Page 4274 - Week 11 - Thursday, 25 October 2018
Next page . . . . Previous page . . . . Speeches . . . . Contents . . . . Debates(HTML) . . . . PDF . . . . Video
because you keep saying something, and just because other people keep saying something, does not make it true.
What this bill does is establish a clear and transparent structure and arrangements to ensure that the ACT government does contract only with businesses and entities that meet the highest ethical and labour standards. That is exactly what businesses have been saying they want us to do: to have a clear and transparent regime to meet the objective and the outcome that we all share. It was clear that pretty much everyone who submitted to the inquiry shared the objective that the ACT government should only contract with businesses that meet the highest ethical and labour standards.

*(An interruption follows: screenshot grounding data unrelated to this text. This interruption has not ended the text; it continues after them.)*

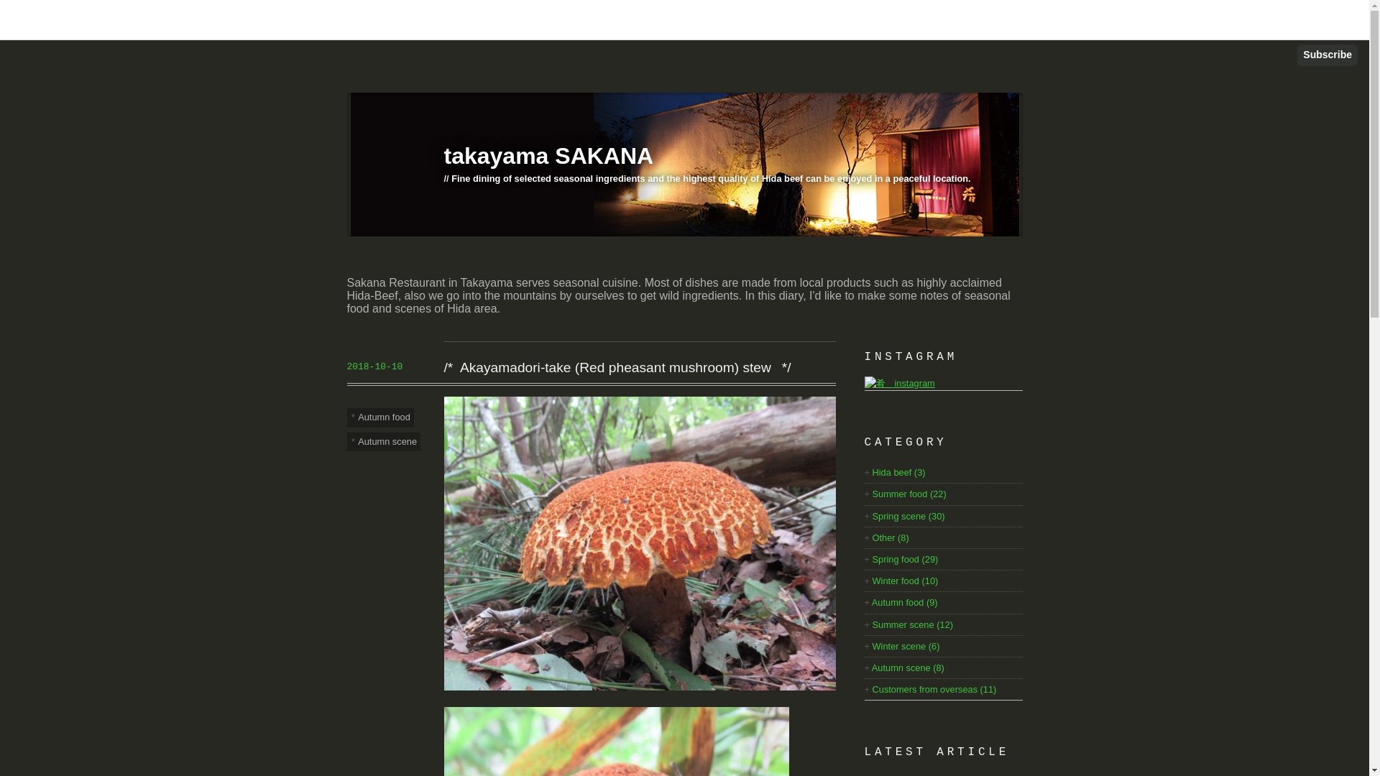 This screenshot has height=776, width=1380. Describe the element at coordinates (1327, 55) in the screenshot. I see `Subscribe` at that location.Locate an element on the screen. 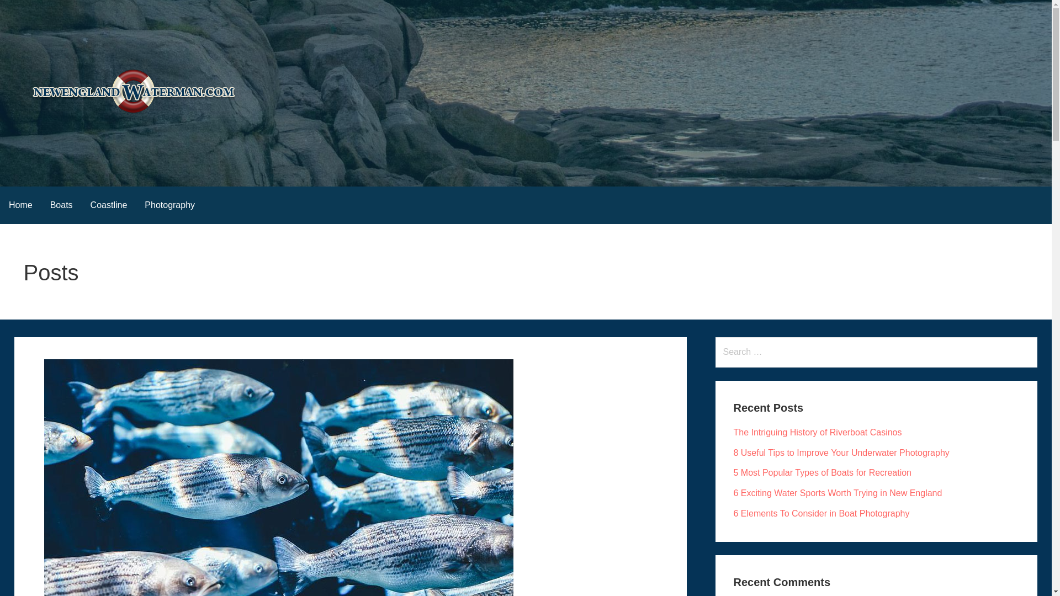  8 Useful Tips to Improve Your Underwater Photography is located at coordinates (841, 453).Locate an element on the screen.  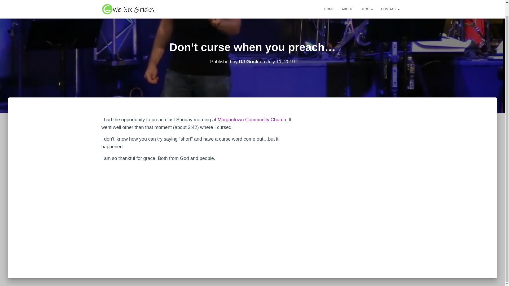
CONTACT is located at coordinates (390, 1).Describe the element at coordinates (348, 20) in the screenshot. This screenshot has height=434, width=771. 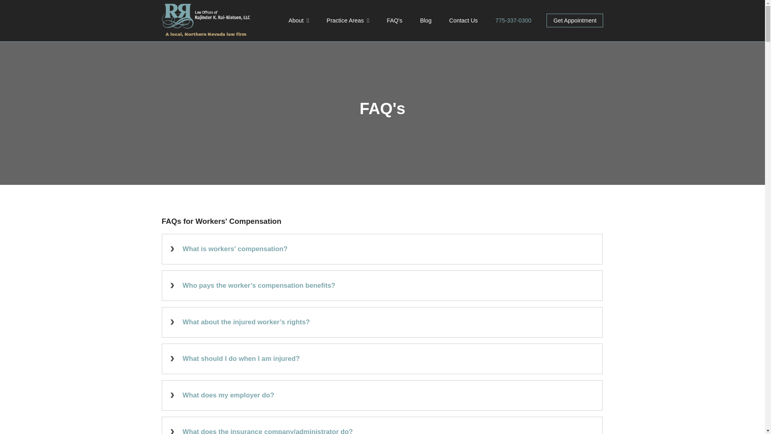
I see `Practice Areas  ` at that location.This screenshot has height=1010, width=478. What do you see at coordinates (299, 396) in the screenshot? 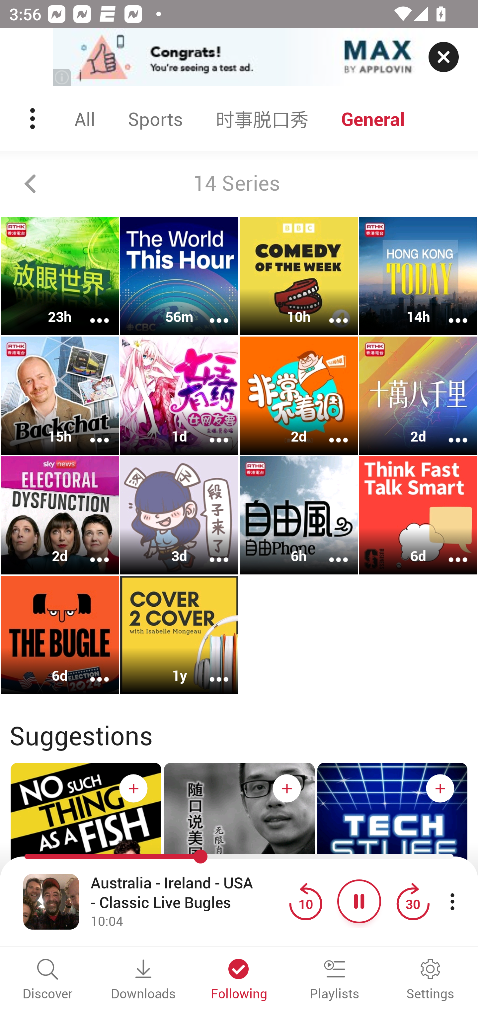
I see `非常不着调 2d More options More options` at bounding box center [299, 396].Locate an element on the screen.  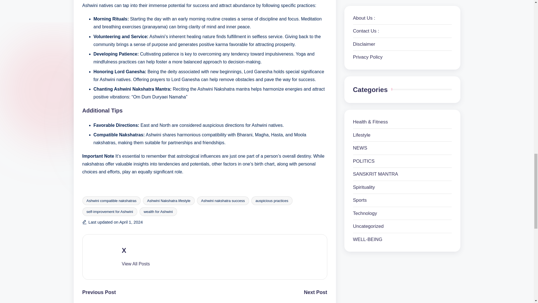
Ashwini compatible nakshatras is located at coordinates (111, 200).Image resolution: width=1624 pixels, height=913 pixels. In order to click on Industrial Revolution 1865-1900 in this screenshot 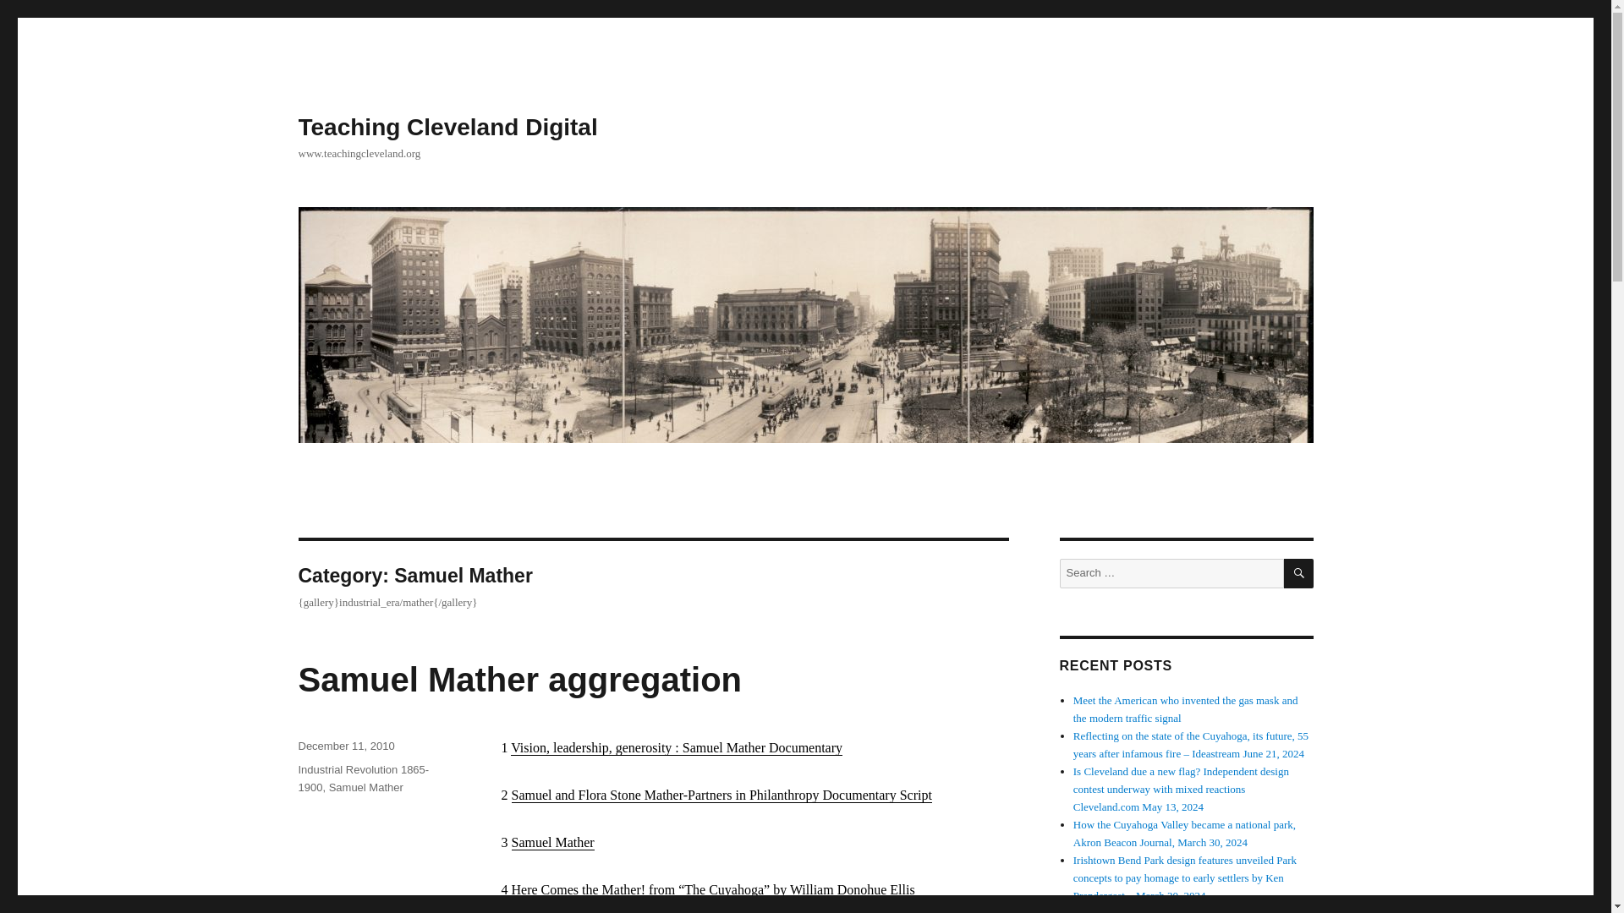, I will do `click(362, 778)`.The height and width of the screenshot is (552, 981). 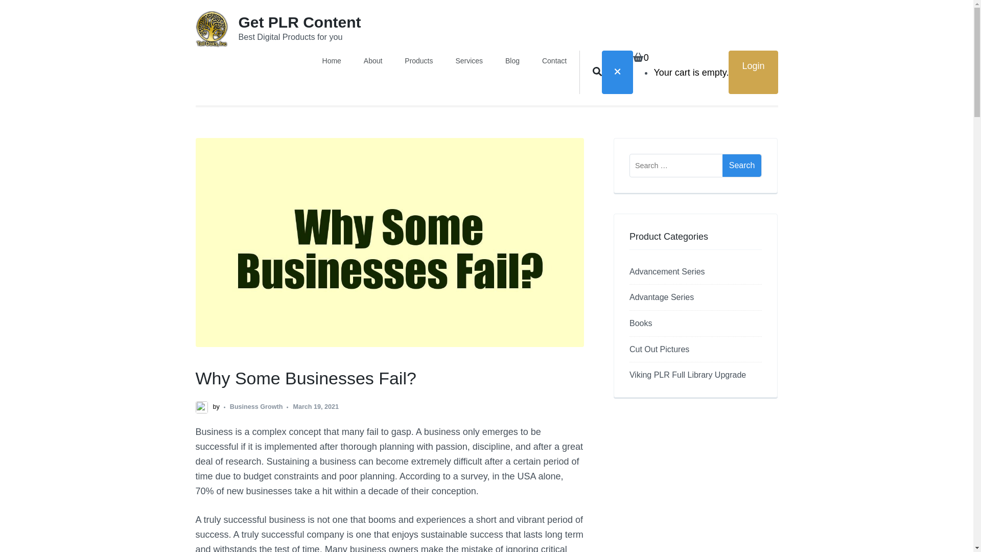 What do you see at coordinates (554, 60) in the screenshot?
I see `Contact` at bounding box center [554, 60].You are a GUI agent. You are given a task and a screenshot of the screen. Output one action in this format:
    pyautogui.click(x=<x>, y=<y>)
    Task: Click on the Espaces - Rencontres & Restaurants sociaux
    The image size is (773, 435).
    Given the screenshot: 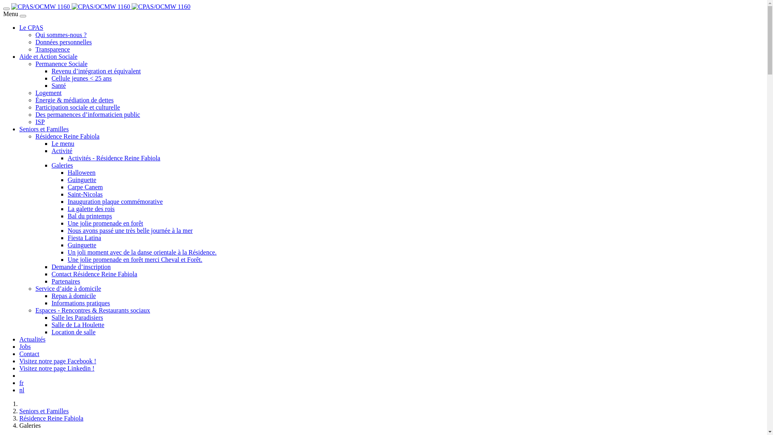 What is the action you would take?
    pyautogui.click(x=93, y=310)
    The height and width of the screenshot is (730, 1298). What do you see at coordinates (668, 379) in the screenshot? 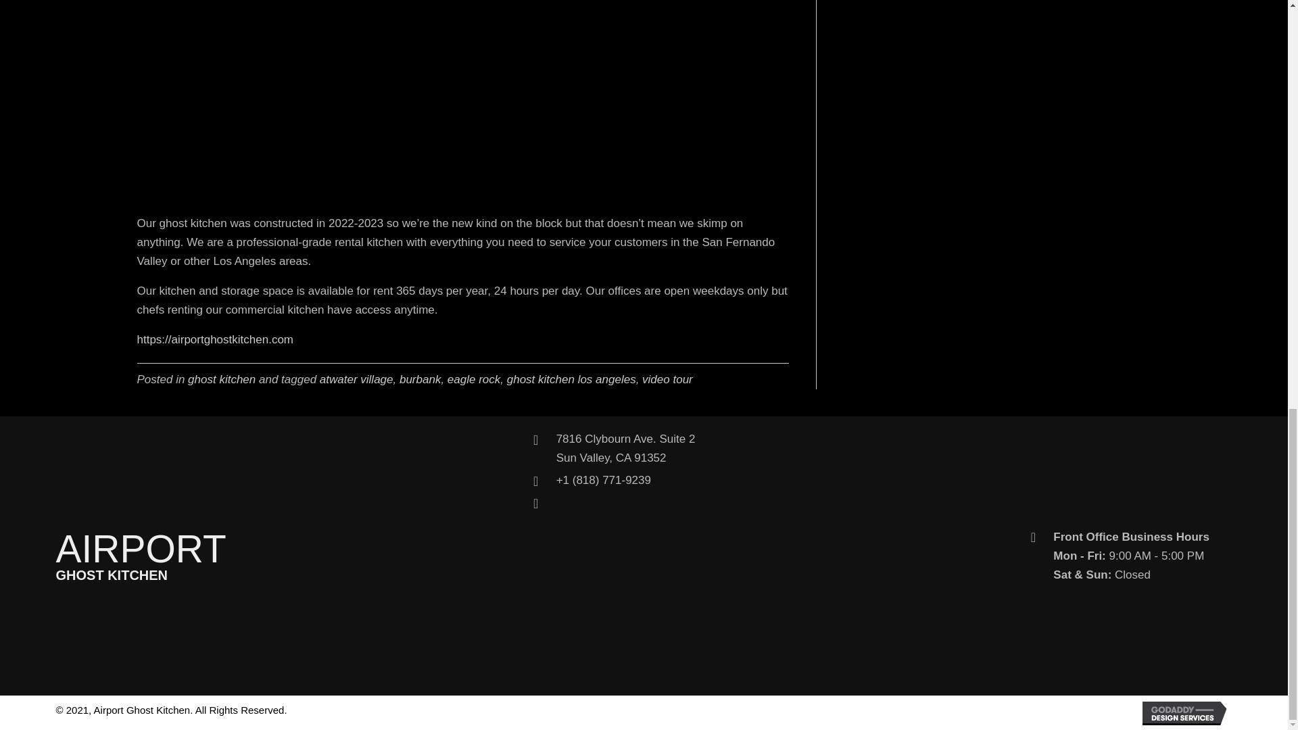
I see `ghost kitchen` at bounding box center [668, 379]. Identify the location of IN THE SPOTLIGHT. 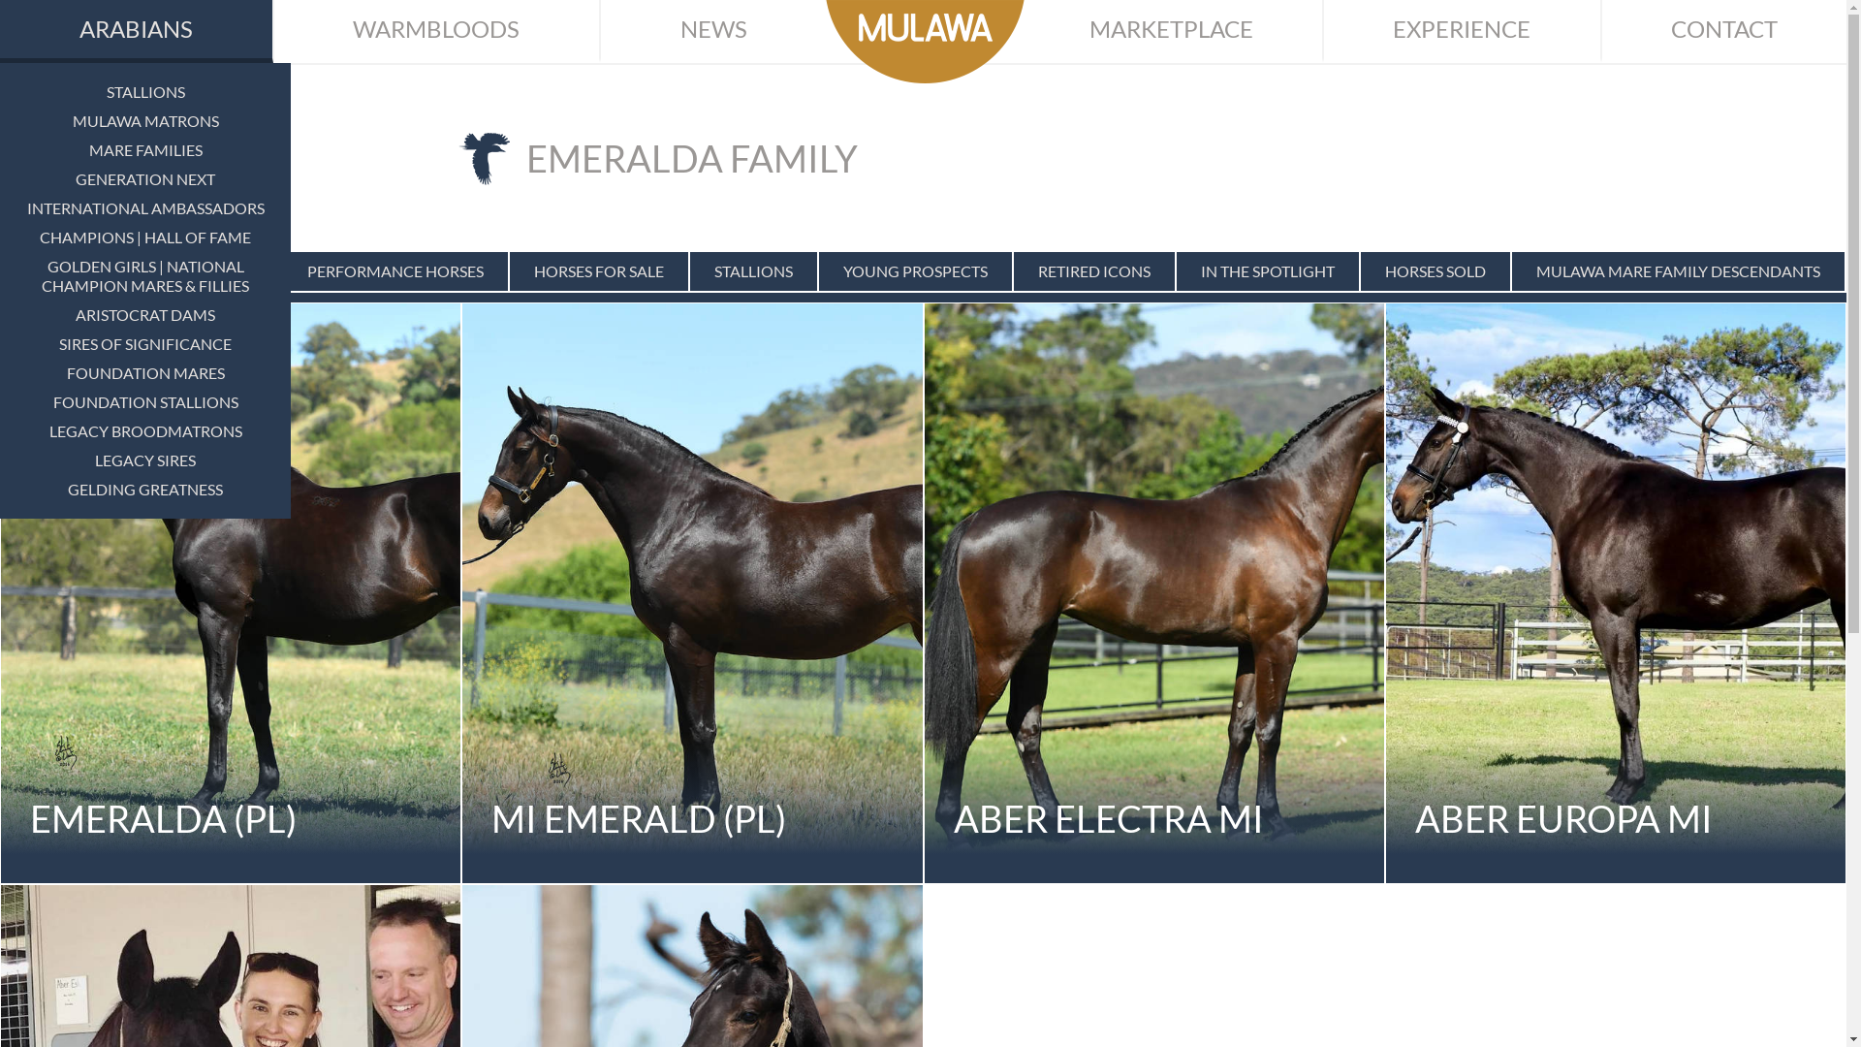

That is exactly what the ACT government is committed to do: to ensure that workers are safe at work, treated fairly and have their rights upheld. We want to do business with companies that share these values.
This bill will apply these values in a practical, transparent and equitable manner, will embed them in a legal framework featuring formal and public means of recourse and, in doing so, increase the community confidence in government procurement processes. The bill reflects the government’s willingness to use both the regulatory and market tools available to it to achieve our workplace relations objectives and our ambition to be an exemplar when it comes to ethical procurement.
The bill is an integral component of the government’s secure local jobs package of reforms which are designed to comprehensively engage the government’s significant market and purchasing powers to encourage employers to understand and comply with their workplace relations obligations and adopt exemplary ethical and labour standards. The secure local jobs package will establish an independent audit regime that will actively investigate, verify and certify employers as being compliant with the full range of workplace relations obligations.
This will provide additional assurance to government that all entities tendering for contracts that are covered by the new arrangements understand and comply with their workplace relations obligations. In addition, it will assist businesses, particularly those of small or medium size and which are new to the territory, to fully understand and engage with their legal obligations.
The secure local jobs reforms enabled by this bill will also introduce an additional tender assessment criteria, the labour relations training and workplace equity plan, for contracts above a specified value, as others have discussed. This will provide a competitive advantage in the tender assessment process for employers that uphold high workplace relations standards. It would, for example, allow employers to demonstrate whether and how they would minimise insecure work arrangements and whether they will offer training and career development opportunities for their staff.
The package will establish robust and transparent legal and governance frameworks for managing the new arrangements. This will include the appointment of a secure local jobs registrar with investigation and compliance powers to manage the secure local jobs certification scheme. The registrar will be able to receive and investigate complaints from anyone who reasonably believes that a business that has a certificate is not complying with the code.